Page 1 of 1

Computers as of 1964

Posted: Thu Jan 20, 2005 1:46 am
by Canuck
Stumbled on this site while surfing,
http://ed-thelen.org/comp-hist/BRL64-a.html

Goto the index and check out the rest,
http://ed-thelen.org/comp-hist/BRL64.html#TOC

Power requirements,
http://ed-thelen.org/comp-hist/BRL64-Table13.html
Scope out the IBM 702 at the bottom of the list... remember this is in Kilowatts.

What do you think these programers would say if they saw our systems? Or learned that we use them to surf the net and play games :P

Posted: Thu Jan 20, 2005 2:13 am
by Sirius
Dude! Some of those IBM mainframes had fairly decent storage - I noted one with, in effect, a 20 MB hard drive... not bad for 1964!

Posted: Thu Jan 20, 2005 7:00 am
by Nitrofox125
750 kw? o_O whoa

Having done some asm programming, some of that looks eerily familiar. Though I'm suprised at how clean and stuff some of those look. I mean in pics/movies you always see computers in this huge room with cables running everywhere, but one of those first ones just looks like a modern office with some cabinets.

Posted: Thu Jan 20, 2005 11:17 am
by Iceman
Sirius wrote:Dude! Some of those IBM mainframes had fairly decent storage - I noted one with, in effect, a 20 MB hard drive... not bad for 1964!
Absolutely right ... I remember buying a 5Mb Winchester HD in 1982 for a PC and it costs like $2000. That 20 Mb drive must have been incredibly expensive.

Posted: Thu Jan 20, 2005 12:46 pm
by Mobius
COST, PRICE AND RENTAL RATES
Monthly
Model System/Component Purchase Lease
943 File Processor $300,000 $7,000
946 Tape Units 16,950 470
947 Tape Units 18,970 540
941 Card Reader 31,000 500
It's not the spec of machines in 2005 that would freak these guys out!

Posted: Thu Jan 20, 2005 1:26 pm
by dissent
Great sizzling vacuum tubes, Batman !! :P :P

Ah, the good ole days; switches and paper tape ...

Graphical user interfaces are for wimps 8)

Posted: Thu Jan 20, 2005 8:29 pm
by Duper
Back in 1984, we were still using keypunch cards in the Air force, along with massive line printers and remote terminals.


very slow. :P

Posted: Fri Jan 21, 2005 6:36 am
by []V[]essenjah
Now, if I only had a time machine :D

Posted: Sat Jan 22, 2005 8:08 am
by t-pilot
Back in 1984... I was a year old.

Please view my cool avatar. :P

Posted: Sat Jan 22, 2005 11:06 pm
by MD-2389
*points to still working Commodore 64*

Screw 3D graphics and interactive soundtracks! :D

I wonder if I still have that joystick I made....

Posted: Sun Jan 23, 2005 9:48 pm
by akula65
I was at Rensselaer Polytechnic in 1983, and we were using the Michigan Terminal System (MTS) on some old machine in a FORTRAN course that I was taking.
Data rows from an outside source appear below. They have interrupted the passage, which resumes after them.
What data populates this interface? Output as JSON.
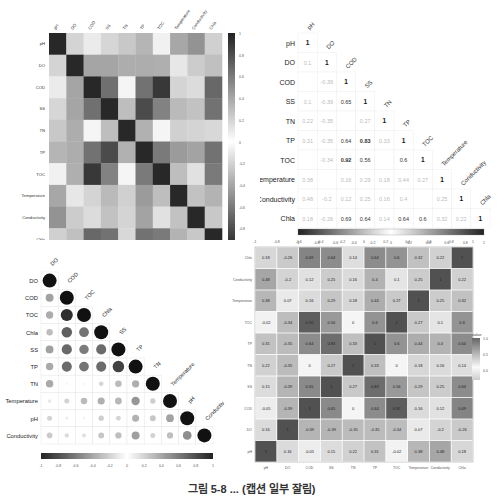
{
  "chart_data": [
    {
      "type": "heatmap",
      "panel": "top-left",
      "title": "",
      "variables": [
        "pH",
        "DO",
        "COD",
        "SS",
        "TN",
        "TP",
        "TOC",
        "Temperature",
        "Conductivity",
        "Chla"
      ],
      "colorbar": {
        "ticks": [
          "1",
          "0.8",
          "0.6",
          "0.4",
          "0.2",
          "0",
          "-0.2",
          "-0.4",
          "-0.6",
          "-0.8"
        ],
        "range": [
          -1,
          1
        ],
        "orientation": "vertical"
      },
      "scale": "grayscale-diverging"
    },
    {
      "type": "table",
      "panel": "top-right",
      "style": "lower-triangle correlation numbers",
      "variables": [
        "pH",
        "DO",
        "COD",
        "SS",
        "TN",
        "TP",
        "TOC",
        "Temperature",
        "Conductivity",
        "Chla"
      ],
      "rows": [
        [
          "1"
        ],
        [
          "0.1",
          "1"
        ],
        [
          "",
          "-0.39",
          "1"
        ],
        [
          "0.1",
          "-0.39",
          "0.65",
          "1"
        ],
        [
          "0.22",
          "-0.35",
          "",
          "0.27",
          "1"
        ],
        [
          "0.31",
          "-0.35",
          "0.64",
          "0.83",
          "0.33",
          "1"
        ],
        [
          "",
          "-0.34",
          "0.92",
          "0.56",
          "",
          "0.6",
          "1"
        ],
        [
          "0.38",
          "",
          "0.16",
          "0.29",
          "0.18",
          "0.44",
          "0.27",
          "1"
        ],
        [
          "0.48",
          "-0.2",
          "0.12",
          "0.25",
          "0.16",
          "0.4",
          "",
          "0.25",
          "1"
        ],
        [
          "0.18",
          "-0.26",
          "0.69",
          "0.64",
          "0.14",
          "0.64",
          "0.6",
          "0.32",
          "0.22",
          "1"
        ]
      ],
      "colorbar": {
        "ticks": [
          "-1",
          "-0.8",
          "-0.6",
          "-0.4",
          "-0.2",
          "0",
          "0.2",
          "0.4",
          "0.6",
          "0.8",
          "1"
        ],
        "orientation": "horizontal"
      }
    },
    {
      "type": "scatter",
      "panel": "bottom-left",
      "style": "circle correlation plot (lower triangle)",
      "variables": [
        "DO",
        "COD",
        "TOC",
        "Chla",
        "SS",
        "TP",
        "TN",
        "Temperature",
        "pH",
        "Conductivity"
      ],
      "top_labels": [
        "DO",
        "COD",
        "TOC",
        "Chla",
        "SS",
        "TP",
        "TN",
        "Temperature",
        "pH",
        "Conductiv"
      ],
      "colorbar": {
        "ticks": [
          "-1",
          "-0.8",
          "-0.6",
          "-0.4",
          "-0.2",
          "0",
          "0.2",
          "0.4",
          "0.6",
          "0.8",
          "1"
        ],
        "orientation": "horizontal"
      }
    },
    {
      "type": "heatmap",
      "panel": "bottom-right",
      "x_categories": [
        "pH",
        "DO",
        "COD",
        "SS",
        "TN",
        "TP",
        "TOC",
        "Temperature",
        "Conductivity",
        "Chla"
      ],
      "y_categories_top_to_bottom": [
        "Chla",
        "Conductivity",
        "Temperature",
        "TOC",
        "TP",
        "TN",
        "SS",
        "COD",
        "DO",
        "pH"
      ],
      "values": [
        [
          "0.18",
          "-0.26",
          "0.69",
          "0.64",
          "0.14",
          "0.64",
          "0.6",
          "0.32",
          "0.22",
          "1"
        ],
        [
          "0.48",
          "-0.2",
          "0.12",
          "0.25",
          "0.16",
          "0.4",
          "0.1",
          "0.25",
          "1",
          "0.22"
        ],
        [
          "0.38",
          "0.07",
          "0.16",
          "0.29",
          "0.18",
          "0.44",
          "0.27",
          "1",
          "0.25",
          "0.32"
        ],
        [
          "-0.02",
          "-0.34",
          "0.92",
          "0.56",
          "0",
          "0.6",
          "1",
          "0.27",
          "0.1",
          "0.6"
        ],
        [
          "0.31",
          "-0.35",
          "0.64",
          "0.83",
          "0.33",
          "1",
          "0.6",
          "0.44",
          "0.4",
          "0.64"
        ],
        [
          "0.22",
          "-0.35",
          "0",
          "0.27",
          "1",
          "0.33",
          "0",
          "0.18",
          "0.16",
          "0.14"
        ],
        [
          "0.15",
          "-0.39",
          "0.65",
          "1",
          "0.27",
          "0.83",
          "0.56",
          "0.29",
          "0.25",
          "0.64"
        ],
        [
          "-0.05",
          "-0.39",
          "1",
          "0.65",
          "0",
          "0.64",
          "0.92",
          "0.16",
          "0.12",
          "0.69"
        ],
        [
          "0.16",
          "1",
          "-0.39",
          "-0.39",
          "-0.35",
          "-0.35",
          "-0.34",
          "0.07",
          "-0.2",
          "-0.26"
        ],
        [
          "1",
          "0.16",
          "-0.05",
          "0.15",
          "0.22",
          "0.31",
          "-0.02",
          "0.38",
          "0.48",
          "0.18"
        ]
      ],
      "top_axis_ticks": [
        "-1",
        "-0.8",
        "-0.6",
        "-0.4",
        "-0.2",
        "0",
        "0.2",
        "0.4",
        "0.6",
        "0.8",
        "1"
      ],
      "legend": {
        "title": "value",
        "ticks": [
          "1.0",
          "0.5",
          "0.0"
        ]
      }
    }
  ],
  "caption": "그림 5-8 ... (캡션 일부 잘림)"
}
We were billed on the basis of CPU time that we used, so we were given a set amount "funds" at the beginning of the semester. To log on or log off the system cost ten cents a pop. If you failed to set a limit on the maximum length of time your program was permitted to run, one inadvertent infinite loop could blow your semester's allotment in a couple minutes of real time.
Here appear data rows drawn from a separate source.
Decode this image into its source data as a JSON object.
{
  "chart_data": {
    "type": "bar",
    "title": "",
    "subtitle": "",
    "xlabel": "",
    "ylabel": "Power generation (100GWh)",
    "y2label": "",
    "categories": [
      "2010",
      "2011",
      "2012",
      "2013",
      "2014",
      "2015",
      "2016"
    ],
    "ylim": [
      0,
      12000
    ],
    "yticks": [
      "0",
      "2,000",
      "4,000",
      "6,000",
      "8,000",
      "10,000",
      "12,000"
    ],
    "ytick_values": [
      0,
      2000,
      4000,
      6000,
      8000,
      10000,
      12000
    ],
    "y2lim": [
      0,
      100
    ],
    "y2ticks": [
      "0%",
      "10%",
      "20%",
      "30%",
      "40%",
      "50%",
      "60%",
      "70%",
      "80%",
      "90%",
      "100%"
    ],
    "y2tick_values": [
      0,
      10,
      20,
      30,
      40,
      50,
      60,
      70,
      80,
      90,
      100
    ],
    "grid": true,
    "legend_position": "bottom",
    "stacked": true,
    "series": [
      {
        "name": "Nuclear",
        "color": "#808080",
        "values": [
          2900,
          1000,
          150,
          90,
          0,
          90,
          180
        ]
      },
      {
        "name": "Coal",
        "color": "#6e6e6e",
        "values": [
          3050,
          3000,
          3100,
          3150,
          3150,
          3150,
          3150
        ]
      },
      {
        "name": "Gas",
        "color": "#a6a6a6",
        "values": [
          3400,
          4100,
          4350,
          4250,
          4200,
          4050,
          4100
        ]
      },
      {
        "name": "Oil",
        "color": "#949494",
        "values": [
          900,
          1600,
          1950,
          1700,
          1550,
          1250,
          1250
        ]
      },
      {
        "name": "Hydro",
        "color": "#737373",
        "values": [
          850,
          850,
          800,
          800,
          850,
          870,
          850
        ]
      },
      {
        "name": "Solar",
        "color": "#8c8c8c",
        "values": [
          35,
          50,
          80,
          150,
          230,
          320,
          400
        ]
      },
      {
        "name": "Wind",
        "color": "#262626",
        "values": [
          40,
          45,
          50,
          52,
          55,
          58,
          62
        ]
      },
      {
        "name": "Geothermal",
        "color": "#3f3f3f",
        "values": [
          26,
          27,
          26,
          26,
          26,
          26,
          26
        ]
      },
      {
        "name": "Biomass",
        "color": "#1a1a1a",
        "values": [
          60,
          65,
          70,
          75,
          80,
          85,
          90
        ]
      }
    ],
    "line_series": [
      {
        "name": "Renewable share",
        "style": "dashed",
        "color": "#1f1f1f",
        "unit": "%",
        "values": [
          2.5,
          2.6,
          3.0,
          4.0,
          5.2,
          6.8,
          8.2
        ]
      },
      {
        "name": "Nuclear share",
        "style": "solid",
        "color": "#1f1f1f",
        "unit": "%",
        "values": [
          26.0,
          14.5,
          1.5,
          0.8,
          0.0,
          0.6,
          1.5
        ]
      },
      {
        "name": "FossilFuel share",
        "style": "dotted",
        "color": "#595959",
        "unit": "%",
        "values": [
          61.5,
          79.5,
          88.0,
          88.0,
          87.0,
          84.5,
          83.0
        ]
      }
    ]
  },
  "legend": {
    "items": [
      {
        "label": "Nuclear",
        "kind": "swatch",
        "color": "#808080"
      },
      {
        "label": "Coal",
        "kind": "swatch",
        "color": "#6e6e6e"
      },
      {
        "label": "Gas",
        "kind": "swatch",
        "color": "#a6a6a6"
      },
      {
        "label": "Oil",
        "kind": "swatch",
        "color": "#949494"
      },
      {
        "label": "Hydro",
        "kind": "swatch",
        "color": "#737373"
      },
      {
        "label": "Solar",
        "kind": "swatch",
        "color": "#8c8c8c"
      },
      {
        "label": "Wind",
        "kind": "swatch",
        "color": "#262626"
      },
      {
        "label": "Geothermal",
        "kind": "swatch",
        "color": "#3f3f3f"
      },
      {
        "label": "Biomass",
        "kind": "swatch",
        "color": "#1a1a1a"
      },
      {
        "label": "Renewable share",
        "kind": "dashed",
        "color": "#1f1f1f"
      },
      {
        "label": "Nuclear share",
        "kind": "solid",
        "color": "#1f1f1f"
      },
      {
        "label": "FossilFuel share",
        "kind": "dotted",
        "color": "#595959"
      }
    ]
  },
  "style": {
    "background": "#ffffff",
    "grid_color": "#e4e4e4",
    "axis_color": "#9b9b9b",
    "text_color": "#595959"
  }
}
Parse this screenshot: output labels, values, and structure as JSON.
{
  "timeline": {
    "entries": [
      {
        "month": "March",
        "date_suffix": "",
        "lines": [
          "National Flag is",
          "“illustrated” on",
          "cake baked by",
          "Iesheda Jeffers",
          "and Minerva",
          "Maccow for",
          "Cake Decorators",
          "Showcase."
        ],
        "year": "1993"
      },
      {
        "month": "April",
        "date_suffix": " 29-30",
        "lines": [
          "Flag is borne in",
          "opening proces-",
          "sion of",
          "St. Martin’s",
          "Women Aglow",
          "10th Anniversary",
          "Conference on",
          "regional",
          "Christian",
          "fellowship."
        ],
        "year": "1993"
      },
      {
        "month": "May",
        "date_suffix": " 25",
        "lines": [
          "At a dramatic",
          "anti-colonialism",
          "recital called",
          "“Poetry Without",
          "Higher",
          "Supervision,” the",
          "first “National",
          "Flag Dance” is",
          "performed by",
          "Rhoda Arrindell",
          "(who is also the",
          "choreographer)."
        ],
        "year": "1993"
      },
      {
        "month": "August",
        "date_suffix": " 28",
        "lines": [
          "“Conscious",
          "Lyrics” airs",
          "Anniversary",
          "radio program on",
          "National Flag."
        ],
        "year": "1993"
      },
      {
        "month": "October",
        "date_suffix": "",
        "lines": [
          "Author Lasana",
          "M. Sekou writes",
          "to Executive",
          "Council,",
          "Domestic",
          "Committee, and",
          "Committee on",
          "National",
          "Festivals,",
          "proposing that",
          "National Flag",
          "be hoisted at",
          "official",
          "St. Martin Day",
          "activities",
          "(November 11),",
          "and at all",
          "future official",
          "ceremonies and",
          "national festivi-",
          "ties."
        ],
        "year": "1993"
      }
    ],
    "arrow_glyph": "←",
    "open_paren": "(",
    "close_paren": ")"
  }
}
My summer job in 1983 was a computer operator/programming consultant position at the local university where the principal machine was a Sperry/Univac monster. I ran a remote workstation that controlled a (chain) line printer, a concentrator hosting 16 dumb terminals and a punched card reader. While most of the compilers and programs had been converted to online use through the terminals, the poor folks who were taking statistics and conducting statistical research (using SPSS, if I recall correctly) were still obliged to use punched cards for their activities. Every day I would come in and start things up by keying in a binary sequence at my workstation that would bootstrap my machine from the pair of eight inch floppy disks in its drives. We had fires in the operations center so often that people started ignoring the fire alarms and the smoke in the hallways. Ah, good times!

I wonder what I did with the Sinclair ZX-81 that I built.
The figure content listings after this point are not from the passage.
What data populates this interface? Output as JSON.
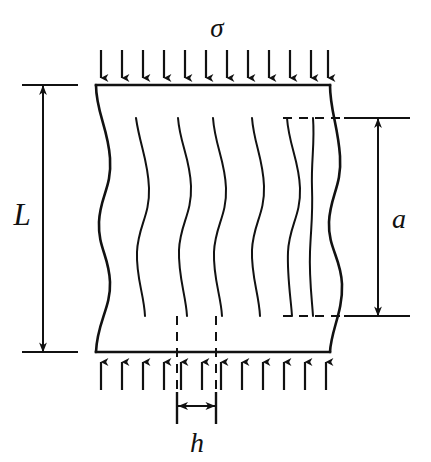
{
  "figure": {
    "background_color": "#ffffff",
    "line_color": "#111111",
    "dash_color": "#111111",
    "width": 431,
    "height": 462
  },
  "labels": {
    "stress": "σ",
    "length": "L",
    "grain_height": "a",
    "grain_width": "h"
  },
  "label_names": {
    "stress": "sigma-stress-label",
    "length": "L-dimension-label",
    "grain_height": "a-dimension-label",
    "grain_width": "h-dimension-label"
  },
  "diagram_data": {
    "type": "engineering-schematic",
    "body": {
      "top_edge_y": 85,
      "bottom_edge_y": 352,
      "left_edge_top_x": 96,
      "left_edge_bottom_x": 96,
      "right_edge_top_x": 330,
      "right_edge_bottom_x": 330,
      "wavy_left": true,
      "wavy_right": true
    },
    "top_arrows": {
      "count": 12,
      "direction": "down",
      "tail_y": 50,
      "tip_y": 83,
      "x_start": 100,
      "x_end": 326
    },
    "bottom_arrows": {
      "count": 12,
      "direction": "up",
      "tail_y": 390,
      "tip_y": 356,
      "x_start": 100,
      "x_end": 326
    },
    "internal_curves": {
      "count": 6,
      "top_y": 118,
      "bottom_y": 316,
      "top_x": [
        136,
        178,
        213,
        252,
        287,
        313
      ]
    },
    "dimension_L": {
      "orientation": "vertical",
      "x": 43,
      "y_top": 85,
      "y_bottom": 352,
      "arrow_heads": "both",
      "extension_line_x_start": 22,
      "extension_line_x_end": 78
    },
    "dimension_a": {
      "orientation": "vertical",
      "x": 378,
      "y_top": 118,
      "y_bottom": 316,
      "arrow_heads": "both",
      "extension_dashed_x_start": 283,
      "extension_solid_x_end": 410
    },
    "dimension_h": {
      "orientation": "horizontal",
      "y": 406,
      "x_left": 177,
      "x_right": 216,
      "arrow_heads": "both",
      "tick_top_y": 386,
      "tick_bottom_y": 426
    },
    "dashed_verticals": {
      "count": 2,
      "x": [
        177,
        216
      ],
      "y_top": 316,
      "y_bottom": 428
    }
  }
}
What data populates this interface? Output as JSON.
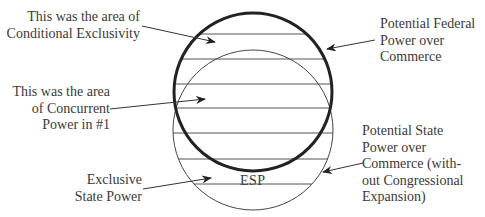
{
  "diagram": {
    "type": "overlapping-circles",
    "bold_circle": {
      "cx": 253,
      "cy": 92,
      "r": 79,
      "stroke": "#222222",
      "stroke_width": 3,
      "meaning": "Potential Federal Power over Commerce"
    },
    "thin_circle": {
      "cx": 253,
      "cy": 130,
      "r": 80,
      "stroke": "#444444",
      "stroke_width": 1
    },
    "hatch_lines_y": [
      34,
      59,
      84,
      108,
      133,
      159,
      184
    ],
    "center_label": "ESP"
  },
  "labels": {
    "conditional_exclusivity": [
      "This was the area of",
      "Conditional Exclusivity"
    ],
    "concurrent_power": [
      "This was the area",
      "of Concurrent",
      "Power in #1"
    ],
    "exclusive_state": [
      "Exclusive",
      "State Power"
    ],
    "federal_power": [
      "Potential Federal",
      "Power over",
      "Commerce"
    ],
    "state_power": [
      "Potential State",
      "Power over",
      "Commerce (with-",
      "out Congressional",
      "Expansion)"
    ]
  }
}
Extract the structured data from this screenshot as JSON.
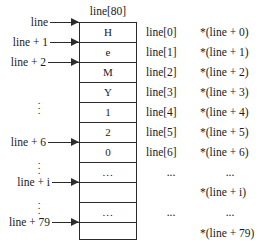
{
  "figure": {
    "title": "line[80]",
    "array": {
      "name": "line[80]",
      "declared_size": 80,
      "cells": [
        {
          "value": "H",
          "index": 0,
          "kind": "char"
        },
        {
          "value": "e",
          "index": 1,
          "kind": "char"
        },
        {
          "value": "M",
          "index": 2,
          "kind": "char"
        },
        {
          "value": "Y",
          "index": 3,
          "kind": "char"
        },
        {
          "value": "1",
          "index": 4,
          "kind": "char"
        },
        {
          "value": "2",
          "index": 5,
          "kind": "char"
        },
        {
          "value": "0",
          "index": 6,
          "kind": "char"
        },
        {
          "value": "...",
          "index": null,
          "kind": "ellipsis"
        },
        {
          "value": "",
          "index": null,
          "kind": "blank"
        },
        {
          "value": "...",
          "index": null,
          "kind": "ellipsis"
        },
        {
          "value": "",
          "index": null,
          "kind": "blank"
        }
      ]
    },
    "pointer_labels": [
      {
        "text": "line",
        "target_boundary": 0
      },
      {
        "text": "line + 1",
        "target_boundary": 1
      },
      {
        "text": "line + 2",
        "target_boundary": 2
      },
      {
        "text": "line + 6",
        "target_boundary": 6
      },
      {
        "text": "line + i",
        "target_boundary": 9
      },
      {
        "text": "line + 79",
        "target_boundary": 11
      }
    ],
    "left_ellipses": [
      {
        "symbol": "⋮"
      },
      {
        "symbol": "⋮"
      },
      {
        "symbol": "⋮"
      }
    ],
    "index_column": [
      "line[0]",
      "line[1]",
      "line[2]",
      "line[3]",
      "line[4]",
      "line[5]",
      "line[6]",
      "...",
      "...",
      "..."
    ],
    "deref_column": [
      "*(line + 0)",
      "*(line + 1)",
      "*(line + 2)",
      "*(line + 3)",
      "*(line + 4)",
      "*(line + 5)",
      "*(line + 6)",
      "...",
      "*(line + i)",
      "...",
      "*(line + 79)"
    ],
    "colors": {
      "background": "#ffffff",
      "stroke": "#2b2b2b",
      "text": "#1a1a1a"
    }
  }
}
Posted: Sun Jan 23, 2005 11:11 pm
by MD-2389
akula65 wrote:We had fires in the operations center so often that people started ignoring the fire alarms and the smoke in the hallways. Ah, good times!
O_O

And that building is still standing?

Posted: Mon Jan 24, 2005 7:09 pm
by akula65
Indeed it is. I can't remember exactly what piece of equipment kept catching on fire, but it was always the same one.

Posted: Mon Jan 24, 2005 11:14 pm
by MehYam
If you're ever in the SF Bay Area, check out the Computer History Museum.

Pretty cool artifacts and stories there.